Rediscover the Tab Bar
It’s a Saturday. And as the machinery churns towards the inevitable final release of Firefox 2.0, there’ll be a number of users finding the new and improved tab bar a little different.
This first thing most people will notice in Firefox 2.0 is there is no longer a “close-tab” button on the right of the tab bar. Each tab gets its own close button now. The second thing a new user might notice, is the little half-tab arrow on the right of the tab strip. This is the “all tabs” drop-down and when pressed, will bring up a list of all the available tabs in the window.
As they say in show business, “But wait! There’s more!”

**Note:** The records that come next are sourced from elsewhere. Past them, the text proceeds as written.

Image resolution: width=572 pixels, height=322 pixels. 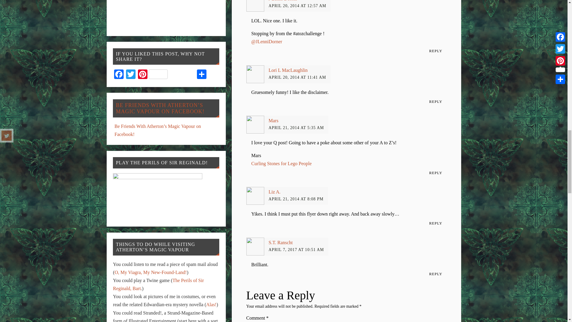 What do you see at coordinates (283, 1) in the screenshot?
I see `J Lenni Dorner` at bounding box center [283, 1].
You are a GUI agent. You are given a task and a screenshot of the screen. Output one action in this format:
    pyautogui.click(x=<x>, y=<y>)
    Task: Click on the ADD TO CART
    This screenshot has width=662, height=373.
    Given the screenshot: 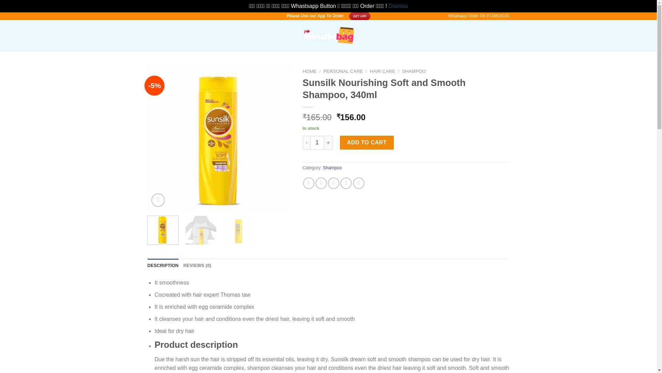 What is the action you would take?
    pyautogui.click(x=367, y=142)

Open enough tabs in a single window and you’ll see a magical thing happen: a smaller pair of tabs appear on either side of the tab strip containing arrows. These are the tab strip scroll buttons and they can be used to move the tab strip left and right — to “scroll” within the strip revealing the tabs that wouldn’t all fit within the single window. If you want to jump to a particular tab immediately, you can use the all tabs drop-down to list them in a menu and pick the one you want.
Ever accidentally closed a tab and instantly regretted it? Frustrated, you open a new tab, reach for the history menu or sidebar and select the last thing in your history to get it back… well no more! Now, a mere right click on the tab strip will give you the option to “Undo closed tab” and it’ll reappear right where it was when you closed it. Want still older closed tabs? The history menu now gives you the option to select from a list of “recently closed tabs”.
Want to move a tab to another window? You can do that too. Open a new window and drag the tab you want from the first window onto the tab strip of the second window and it will load there (albeit without history). Drop the tab onto an existing tab, and the location will replace it. If you drag it onto the “all tabs” button, the location gets created in a new tab.
These are relatively simple additions on their own. Together they make a powerful new way of navigating the web and managing content within the browser. But we’re not stopping there. Before Firefox 2.0 is even released in its final form, we’ve already started work on the next generation of the browser and tabbed-browsing. Feel free to join in and drop a suggestion. It’s your browser, after all.